George moved to New York City following the war, where he resided at the Tenth Street Studio building. Built in 1857, this “modern” structure was designed solely to accommodate the needs of artists and it was, during the 19th century, the center of the New York City art world. He shared quarters with fellow artists Seymour J. Guy, John G. Brown, Winslow Homer, Eastman Johnson and John LaFarge. He was elected an academician at the national Academy in 1868 and exhibited a number of works there.
Poor health forced George to leave New York in 1869 and he returned to Germantown. The following year George and Harry, also suffering from poor health, traveled to Europe; however, the Franco-Prussian War intervened and with the further deterioration of Harry’s health, they returned to Germantown, where Harry died months later. Poor health dogged George for the remainder of his life. It was during this time that George concentrated on the works for which is best known—floral still-lifes, especially roses. George had often included flowers in his genre scenes and as Germantown was a major horticultural center, it was easy for him to make the transition. It would be no stretch to say that he became the leading still-life artist in Philadelphia, following in the footsteps of an earlier generation of Philadelphia still-life artists, Raphaelle Peale, brother of Ruben Peale, the New York friend of his father, and James Peale, the brother of Charles Willson Peale, the patriarch of the Peale artistic dynasty.
Tea roses had become very popular in the latter part of the 19th century and George, himself, thought that "there is probably no inanimate object in the world more beautiful than a delicately tinted rose." So skilled was George that he was able to capture the details of roses to the extent that even a novice could identify which rose was portrayed.

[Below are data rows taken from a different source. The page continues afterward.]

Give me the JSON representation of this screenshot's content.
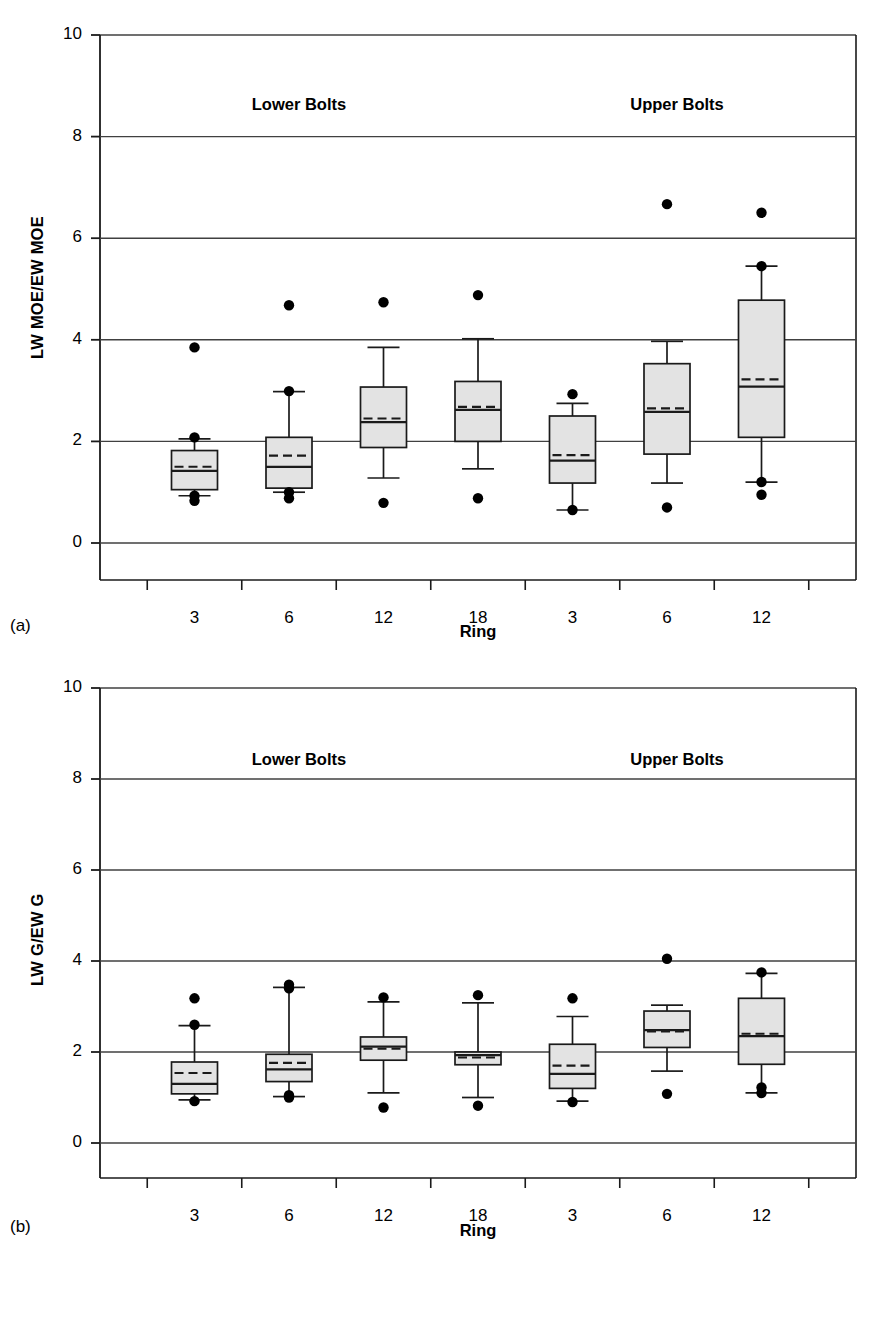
{
  "figure": {
    "panels": [
      {
        "tag": "(a)",
        "ylabel": "LW MOE/EW MOE",
        "xlabel": "Ring",
        "group_labels": [
          "Lower Bolts",
          "Upper Bolts"
        ]
      },
      {
        "tag": "(b)",
        "ylabel": "LW G/EW G",
        "xlabel": "Ring",
        "group_labels": [
          "Lower Bolts",
          "Upper Bolts"
        ]
      }
    ]
  },
  "style": {
    "box_fill": "#e3e3e3",
    "line_color": "#1a1a1a",
    "grid_color": "#404040",
    "point_color": "#000000"
  },
  "chart_data": [
    {
      "type": "box",
      "panel": "a",
      "title": "",
      "xlabel": "Ring",
      "ylabel": "LW MOE/EW MOE",
      "ylim": [
        -1.1,
        10
      ],
      "yticks": [
        0,
        2,
        4,
        6,
        8,
        10
      ],
      "ytick_labels": [
        "0",
        "2",
        "4",
        "6",
        "8",
        "10"
      ],
      "grid": "horizontal",
      "categories": [
        "3",
        "6",
        "12",
        "18",
        "3",
        "6",
        "12"
      ],
      "groups": [
        {
          "label": "Lower Bolts",
          "categories": [
            "3",
            "6",
            "12",
            "18"
          ]
        },
        {
          "label": "Upper Bolts",
          "categories": [
            "3",
            "6",
            "12"
          ]
        }
      ],
      "boxes": [
        {
          "category": "3",
          "group": "Lower Bolts",
          "whisker_low": 0.93,
          "q1": 1.05,
          "median": 1.42,
          "mean": 1.5,
          "q3": 1.82,
          "whisker_high": 2.05,
          "outliers": [
            3.85,
            2.08,
            0.93,
            0.83
          ]
        },
        {
          "category": "6",
          "group": "Lower Bolts",
          "whisker_low": 1.0,
          "q1": 1.08,
          "median": 1.5,
          "mean": 1.72,
          "q3": 2.08,
          "whisker_high": 2.98,
          "outliers": [
            4.68,
            2.99,
            1.0,
            0.88
          ]
        },
        {
          "category": "12",
          "group": "Lower Bolts",
          "whisker_low": 1.28,
          "q1": 1.88,
          "median": 2.38,
          "mean": 2.45,
          "q3": 3.07,
          "whisker_high": 3.85,
          "outliers": [
            4.74,
            0.79
          ]
        },
        {
          "category": "18",
          "group": "Lower Bolts",
          "whisker_low": 1.46,
          "q1": 2.0,
          "median": 2.62,
          "mean": 2.68,
          "q3": 3.18,
          "whisker_high": 4.02,
          "outliers": [
            4.88,
            0.88
          ]
        },
        {
          "category": "3",
          "group": "Upper Bolts",
          "whisker_low": 0.65,
          "q1": 1.18,
          "median": 1.62,
          "mean": 1.73,
          "q3": 2.5,
          "whisker_high": 2.75,
          "outliers": [
            2.93,
            0.65
          ]
        },
        {
          "category": "6",
          "group": "Upper Bolts",
          "whisker_low": 1.18,
          "q1": 1.75,
          "median": 2.58,
          "mean": 2.65,
          "q3": 3.53,
          "whisker_high": 3.97,
          "outliers": [
            6.67,
            0.7
          ]
        },
        {
          "category": "12",
          "group": "Upper Bolts",
          "whisker_low": 1.2,
          "q1": 2.08,
          "median": 3.08,
          "mean": 3.22,
          "q3": 4.78,
          "whisker_high": 5.45,
          "outliers": [
            6.5,
            5.45,
            1.2,
            0.95
          ]
        }
      ]
    },
    {
      "type": "box",
      "panel": "b",
      "title": "",
      "xlabel": "Ring",
      "ylabel": "LW G/EW G",
      "ylim": [
        -1.1,
        10
      ],
      "yticks": [
        0,
        2,
        4,
        6,
        8,
        10
      ],
      "ytick_labels": [
        "0",
        "2",
        "4",
        "6",
        "8",
        "10"
      ],
      "grid": "horizontal",
      "categories": [
        "3",
        "6",
        "12",
        "18",
        "3",
        "6",
        "12"
      ],
      "groups": [
        {
          "label": "Lower Bolts",
          "categories": [
            "3",
            "6",
            "12",
            "18"
          ]
        },
        {
          "label": "Upper Bolts",
          "categories": [
            "3",
            "6",
            "12"
          ]
        }
      ],
      "boxes": [
        {
          "category": "3",
          "group": "Lower Bolts",
          "whisker_low": 0.95,
          "q1": 1.08,
          "median": 1.3,
          "mean": 1.54,
          "q3": 1.78,
          "whisker_high": 2.58,
          "outliers": [
            3.18,
            2.6,
            0.92
          ]
        },
        {
          "category": "6",
          "group": "Lower Bolts",
          "whisker_low": 1.02,
          "q1": 1.35,
          "median": 1.62,
          "mean": 1.76,
          "q3": 1.95,
          "whisker_high": 3.42,
          "outliers": [
            3.48,
            3.4,
            1.05,
            1.0
          ]
        },
        {
          "category": "12",
          "group": "Lower Bolts",
          "whisker_low": 1.1,
          "q1": 1.82,
          "median": 2.12,
          "mean": 2.07,
          "q3": 2.33,
          "whisker_high": 3.1,
          "outliers": [
            3.2,
            0.78
          ]
        },
        {
          "category": "18",
          "group": "Lower Bolts",
          "whisker_low": 1.0,
          "q1": 1.72,
          "median": 1.93,
          "mean": 1.88,
          "q3": 2.0,
          "whisker_high": 3.08,
          "outliers": [
            3.25,
            0.82
          ]
        },
        {
          "category": "3",
          "group": "Upper Bolts",
          "whisker_low": 0.92,
          "q1": 1.2,
          "median": 1.52,
          "mean": 1.7,
          "q3": 2.17,
          "whisker_high": 2.78,
          "outliers": [
            3.18,
            0.9
          ]
        },
        {
          "category": "6",
          "group": "Upper Bolts",
          "whisker_low": 1.58,
          "q1": 2.1,
          "median": 2.48,
          "mean": 2.45,
          "q3": 2.9,
          "whisker_high": 3.03,
          "outliers": [
            4.05,
            1.08
          ]
        },
        {
          "category": "12",
          "group": "Upper Bolts",
          "whisker_low": 1.1,
          "q1": 1.73,
          "median": 2.35,
          "mean": 2.4,
          "q3": 3.18,
          "whisker_high": 3.73,
          "outliers": [
            3.75,
            1.22,
            1.1
          ]
        }
      ]
    }
  ]
}
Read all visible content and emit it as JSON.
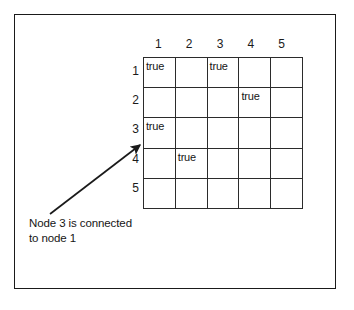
{
  "figure": {
    "background_color": "#ffffff",
    "line_color": "#1a1a1a",
    "text_color": "#151515"
  },
  "matrix": {
    "column_headers": [
      "1",
      "2",
      "3",
      "4",
      "5"
    ],
    "row_headers": [
      "1",
      "2",
      "3",
      "4",
      "5"
    ],
    "rows": [
      [
        "true",
        "",
        "true",
        "",
        ""
      ],
      [
        "",
        "",
        "",
        "true",
        ""
      ],
      [
        "true",
        "",
        "",
        "",
        ""
      ],
      [
        "",
        "true",
        "",
        "",
        ""
      ],
      [
        "",
        "",
        "",
        "",
        ""
      ]
    ]
  },
  "annotation": {
    "caption_line_1": "Node 3 is connected",
    "caption_line_2": "to node 1",
    "arrow_name": "arrow-to-cell-row3-col1"
  }
}
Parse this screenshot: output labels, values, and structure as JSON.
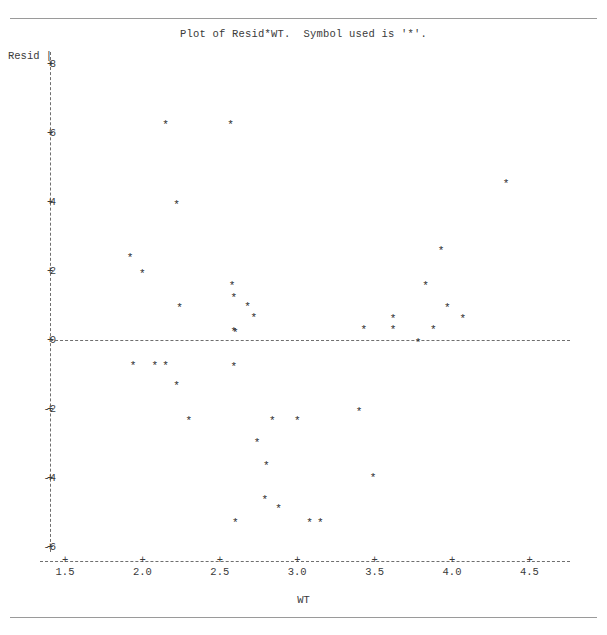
{
  "page": {
    "title_line": "Plot of Resid*WT.  Symbol used is '*'.",
    "symbol": "*"
  },
  "chart_data": {
    "type": "scatter",
    "title": "Plot of Resid*WT.  Symbol used is '*'.",
    "xlabel": "WT",
    "ylabel": "Resid",
    "xlim": [
      1.35,
      4.6
    ],
    "ylim": [
      -6.6,
      8.2
    ],
    "xticks": [
      1.5,
      2.0,
      2.5,
      3.0,
      3.5,
      4.0,
      4.5
    ],
    "xtick_labels": [
      "1.5",
      "2.0",
      "2.5",
      "3.0",
      "3.5",
      "4.0",
      "4.5"
    ],
    "yticks": [
      8,
      6,
      4,
      2,
      0,
      -2,
      -4,
      -6
    ],
    "ytick_labels": [
      "8",
      "6",
      "4",
      "2",
      "0",
      "-2",
      "-4",
      "-6"
    ],
    "grid": false,
    "legend": "none",
    "reference_lines": [
      {
        "axis": "y",
        "value": 0,
        "style": "dashed"
      }
    ],
    "marker": "*",
    "series": [
      {
        "name": "Resid vs WT",
        "x": [
          1.92,
          1.94,
          2.0,
          2.08,
          2.15,
          2.15,
          2.22,
          2.22,
          2.24,
          2.3,
          2.57,
          2.58,
          2.59,
          2.59,
          2.59,
          2.6,
          2.6,
          2.68,
          2.72,
          2.74,
          2.79,
          2.8,
          2.84,
          2.88,
          3.0,
          3.08,
          3.15,
          3.4,
          3.43,
          3.49,
          3.62,
          3.62,
          3.78,
          3.83,
          3.88,
          3.93,
          3.97,
          4.07,
          4.35
        ],
        "y": [
          2.45,
          -0.67,
          2.0,
          -0.67,
          6.3,
          -0.67,
          4.0,
          -1.25,
          1.0,
          -2.25,
          6.3,
          1.65,
          1.3,
          0.33,
          -0.7,
          0.3,
          -5.2,
          1.05,
          0.73,
          -2.9,
          -4.55,
          -3.55,
          -2.25,
          -4.8,
          -2.25,
          -5.2,
          -5.2,
          -2.0,
          0.37,
          -3.9,
          0.7,
          0.37,
          0.0,
          1.65,
          0.37,
          2.65,
          1.0,
          0.7,
          4.6
        ]
      }
    ]
  }
}
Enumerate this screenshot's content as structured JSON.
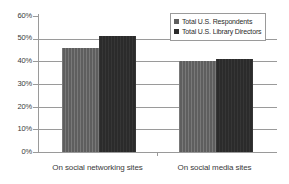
{
  "chart_data": {
    "type": "bar",
    "title": "",
    "subtitle": "",
    "xlabel": "",
    "ylabel": "",
    "categories": [
      "On social networking sites",
      "On social media sites"
    ],
    "series": [
      {
        "name": "Total U.S. Respondents",
        "values": [
          46,
          40
        ],
        "color": "#5e5e5e"
      },
      {
        "name": "Total U.S. Library Directors",
        "values": [
          51,
          41
        ],
        "color": "#2b2b2b"
      }
    ],
    "ylim": [
      0,
      60
    ],
    "ytick_values": [
      0,
      10,
      20,
      30,
      40,
      50,
      60
    ],
    "ytick_labels": [
      "0%",
      "10%",
      "20%",
      "30%",
      "40%",
      "50%",
      "60%"
    ],
    "gridline_values": [
      10,
      20,
      30,
      40,
      50
    ],
    "grid": true,
    "legend_position": "top-right",
    "value_format": "percent"
  },
  "legend": {
    "entries": [
      {
        "label": "Total U.S. Respondents",
        "swatch": "light-gray-swatch"
      },
      {
        "label": "Total U.S. Library Directors",
        "swatch": "dark-swatch"
      }
    ]
  },
  "axis": {
    "y_labels": [
      "60%",
      "50%",
      "40%",
      "30%",
      "20%",
      "10%",
      "0%"
    ],
    "x_labels": [
      "On social networking sites",
      "On social media sites"
    ]
  },
  "colors": {
    "series_1": "#5e5e5e",
    "series_2": "#2b2b2b",
    "axis": "#9a9a9a",
    "grid": "#9a9a9a",
    "text": "#3a3a3a",
    "background": "#ffffff"
  }
}
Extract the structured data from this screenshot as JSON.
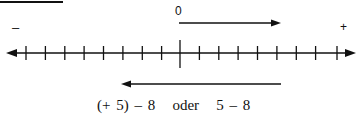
{
  "diagram": {
    "type": "number_line",
    "labels": {
      "zero": "0",
      "negative_sign": "–",
      "positive_sign": "+"
    },
    "tick_count": 17,
    "zero_tick_index": 8,
    "arrows": [
      {
        "name": "start-arrow",
        "from": 0,
        "to": 5,
        "direction": "right"
      },
      {
        "name": "subtract-arrow",
        "from": 5,
        "to": -3,
        "direction": "left"
      }
    ],
    "expression": "(+ 5) – 8   oder   5 – 8"
  }
}
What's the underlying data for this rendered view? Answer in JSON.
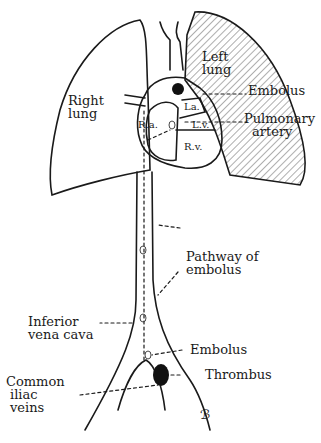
{
  "diagram": {
    "labels": {
      "right_lung": [
        "Right",
        "lung"
      ],
      "left_lung": [
        "Left",
        "lung"
      ],
      "embolus_top": "Embolus",
      "pulmonary_artery": [
        "Pulmonary",
        "artery"
      ],
      "ra": "R.a.",
      "la": "La.",
      "lv": "L.v.",
      "rv": "R.v.",
      "pathway": [
        "Pathway of",
        "embolus"
      ],
      "ivc": [
        "Inferior",
        "vena cava"
      ],
      "embolus_bottom": "Embolus",
      "thrombus": "Thrombus",
      "iliac": [
        "Common",
        "iliac",
        "veins"
      ],
      "signature": "ℬ"
    },
    "colors": {
      "ink": "#1a1a1a",
      "background": "#ffffff"
    }
  }
}
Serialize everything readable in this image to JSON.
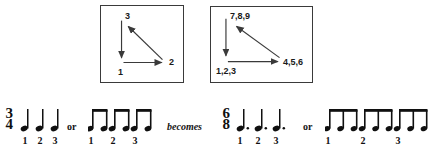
{
  "figure": {
    "diagrams": [
      {
        "name": "three-beat-cycle",
        "nodes": [
          {
            "id": "bottom-left",
            "label": "1"
          },
          {
            "id": "bottom-right",
            "label": "2"
          },
          {
            "id": "top-left",
            "label": "3"
          }
        ],
        "arrows": [
          {
            "from": "top-left",
            "to": "bottom-left",
            "direction": "down"
          },
          {
            "from": "bottom-left",
            "to": "bottom-right",
            "direction": "right"
          },
          {
            "from": "bottom-right",
            "to": "top-left",
            "direction": "diagonal-up-left"
          }
        ]
      },
      {
        "name": "nine-pulse-cycle",
        "nodes": [
          {
            "id": "bottom-left",
            "label": "1,2,3"
          },
          {
            "id": "bottom-right",
            "label": "4,5,6"
          },
          {
            "id": "top-left",
            "label": "7,8,9"
          }
        ],
        "arrows": [
          {
            "from": "top-left",
            "to": "bottom-left",
            "direction": "down"
          },
          {
            "from": "bottom-left",
            "to": "bottom-right",
            "direction": "right"
          },
          {
            "from": "bottom-right",
            "to": "top-left",
            "direction": "diagonal-up-left"
          }
        ]
      }
    ],
    "notation": {
      "connectors": {
        "or_1": "or",
        "becomes": "becomes",
        "or_2": "or"
      },
      "measures": [
        {
          "name": "three-four-quarters",
          "time_signature": {
            "numerator": "3",
            "denominator": "4"
          },
          "note_type": "quarter",
          "groups": [
            {
              "beat_label": "1",
              "notes": 1
            },
            {
              "beat_label": "2",
              "notes": 1
            },
            {
              "beat_label": "3",
              "notes": 1
            }
          ]
        },
        {
          "name": "three-four-eighths",
          "time_signature": null,
          "note_type": "eighth-beamed",
          "groups": [
            {
              "beat_label": "1",
              "notes": 2
            },
            {
              "beat_label": "2",
              "notes": 2
            },
            {
              "beat_label": "3",
              "notes": 2
            }
          ]
        },
        {
          "name": "six-eight-dotted-quarters",
          "time_signature": {
            "numerator": "6",
            "denominator": "8"
          },
          "note_type": "dotted-quarter",
          "groups": [
            {
              "beat_label": "1",
              "notes": 1
            },
            {
              "beat_label": "2",
              "notes": 1
            },
            {
              "beat_label": "3",
              "notes": 1
            }
          ]
        },
        {
          "name": "six-eight-eighth-triplets",
          "time_signature": null,
          "note_type": "eighth-beamed",
          "groups": [
            {
              "beat_label": "1",
              "notes": 3
            },
            {
              "beat_label": "2",
              "notes": 3
            },
            {
              "beat_label": "3",
              "notes": 3
            }
          ]
        }
      ]
    },
    "colors": {
      "ink": "#101010",
      "box_border": "#3a3a3a",
      "background": "#ffffff"
    }
  }
}
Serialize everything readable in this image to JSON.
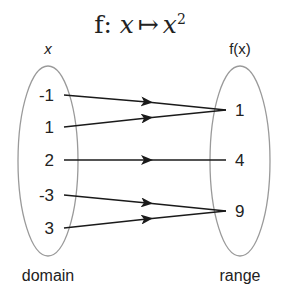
{
  "title": {
    "prefix": "f: ",
    "var": "x",
    "mapsto": "↦",
    "result_base": "x",
    "result_exp": "2"
  },
  "domain": {
    "header": "x",
    "caption": "domain",
    "values": [
      "-1",
      "1",
      "2",
      "-3",
      "3"
    ]
  },
  "range": {
    "header": "f(x)",
    "caption": "range",
    "values": [
      "1",
      "4",
      "9"
    ]
  },
  "mappings": [
    {
      "from": "-1",
      "to": "1"
    },
    {
      "from": "1",
      "to": "1"
    },
    {
      "from": "2",
      "to": "4"
    },
    {
      "from": "-3",
      "to": "9"
    },
    {
      "from": "3",
      "to": "9"
    }
  ],
  "colors": {
    "ellipse_stroke": "#9a9a9a",
    "arrow": "#1a1a1a",
    "text": "#222222"
  }
}
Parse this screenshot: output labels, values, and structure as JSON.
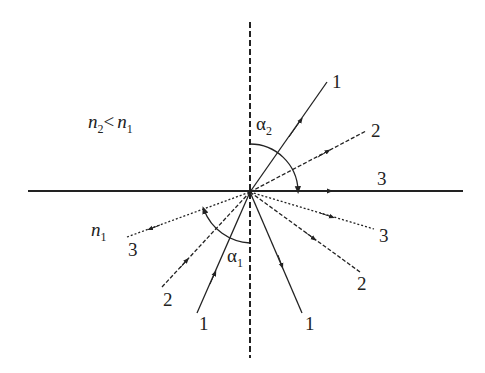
{
  "diagram": {
    "medium_condition": {
      "n": "n",
      "sub_a": "2",
      "op": "<",
      "n2": "n",
      "sub_b": "1"
    },
    "lower_medium": {
      "n": "n",
      "sub": "1"
    },
    "angles": {
      "upper": {
        "symbol": "α",
        "sub": "2"
      },
      "lower": {
        "symbol": "α",
        "sub": "1"
      }
    },
    "rays": {
      "upper_1": "1",
      "upper_2": "2",
      "surface_3": "3",
      "incident_1": "1",
      "incident_2": "2",
      "incident_3": "3",
      "reflected_1": "1",
      "reflected_2": "2",
      "reflected_3": "3"
    },
    "colors": {
      "stroke": "#222222",
      "background": "#ffffff"
    }
  }
}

His love of roses was such that he cultivated them on his property and hired professional gardener William Cochrane to tend it. The rose garden and greenhouses were a source of subjects for his paintings and sometimes portrayed in the background of his paintings.
During the latter part of the 19th century, George’s father, James, was making excursions into the Catskill and Adirondack mountains where he eschewed portraiture for a while and turned his considerable artistic skill to landscapes, capturing the serene vistas that surrounded him. Throughout the 1870’s and 1880’s James visited Mohonk Moutain Resort in the Shawangunk Mountains, where a path and glen were named for him and still remain to this day. James, dynamic to the end, died suddenly at the age of 82 in 1889 on his train ride home from an exhibition at the Pennsylvania Academy of the Fine Arts. George, in declining health since at least the early 1870’s, faced the sale of the contents of his studio in 1887. The man for whom the name “Lambdin’s Roses” was coined and who was active in the Philadelphia art scene slowly faded, as if a flower. Both men left indelible imprints on American art in the century since James left first left Pittsburgh in 1822 and crossed the daunting Allegheny Mountains.